BMJ and Health Foundation set to improve quality of healthcare delivery

BMJ and Health Foundation set to improve quality of healthcare delivery

A new series of joint papers is to be launched by the BMJ and Health Foundation which aims to improve the quality of healthcare delivery.

This series will discuss the evidence for systematic quality improvement and provide knowledge and support to clinicians, as well as ultimately helping to improve overall healthcare delivery for patients.

Dr Jennifer Dixon, the Health Foundation’s chief executive, said: “Stories of a disordered system abound in healthcare.

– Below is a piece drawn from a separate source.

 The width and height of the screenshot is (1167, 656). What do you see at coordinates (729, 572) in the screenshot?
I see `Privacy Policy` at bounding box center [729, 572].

If this is to change then more clinicians need to view their role as bigger than just treating the patient in front of them.”

“Design improvements to services”

To launch the new series, Dixon and colleagues produced an editorial which outlines their belief that just as doctors learn to assess, diagnose and treat clinical conditions, “they also need to learn how to design improvements to services, including communicating and negotiating better within and beyond their teams on the best way forward.”

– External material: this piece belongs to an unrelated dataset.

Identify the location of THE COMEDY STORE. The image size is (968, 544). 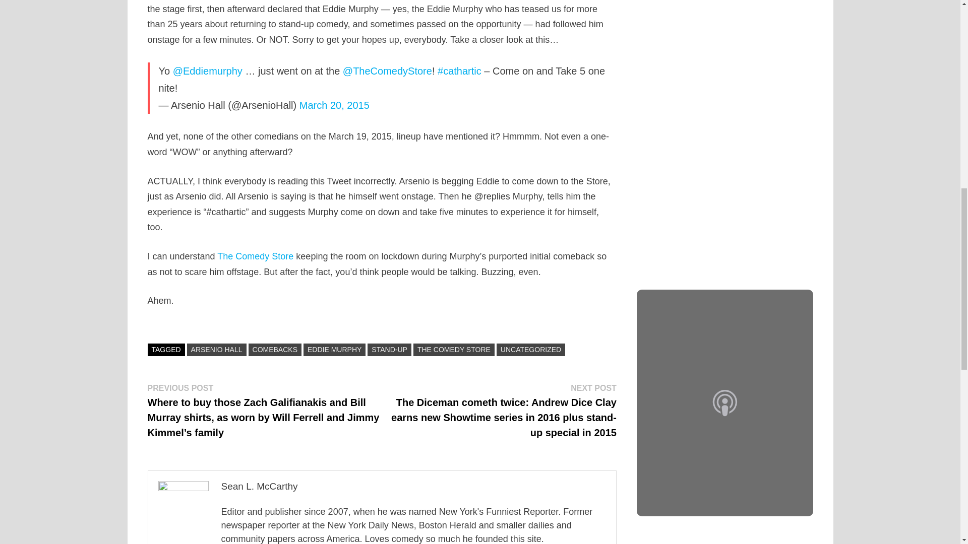
(454, 350).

They explained that the focus is not to turn doctors into managers but to give legitimacy to the role of the clinician in order to improve the quality of services and “to equip doctors and other clinicians with formal skills to do it”.

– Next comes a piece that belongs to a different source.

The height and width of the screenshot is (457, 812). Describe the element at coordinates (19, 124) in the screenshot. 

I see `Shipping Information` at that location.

They argue that medical training “still does not help enough doctors to develop these skills”.

Quality improvement is a priority

Dixon discussed the urgency for quality improvement, adding: “Because of past efforts and the obvious current level of interest, this agenda of developing quality improvement activity has now reached tipping point in the UK.

“There is a huge opportunity now to embed it into the NHS as part of everyday work, an opportunity which should be grasped now, especially if there is a ten-year settlement for the NHS in the offing, as announced recently by the prime minister.”

In a linked editorial, BMJ patient partners Anya De Longh and Sibylle Erdmann give a patient perspective on what better healthcare delivery looks like.

They say quality improvement in healthcare “is a team effort and most effective when it includes people using services and their carers, families, and advocates”.

Offering new ideas

The editorial explains that living through illness gives individuals a unique insight of enormous value into quality improvement efforts on both a personal and organisational level, saying: “These efforts must recognise the qualitative nature of patient experience and give it equal priority with the experience of healthcare professionals providing clinical services.”

Dr Fiona Godlee, editor in chief at the BMJ, concluded: “Doctors have always worked to improve the quality of the care they give. But their focus and training has been on managing individual patients. This series offers new ideas and skills so doctors can feel empowered to change the system in which they work, to build effective teams, and to work with patients to deliver better, safer care.”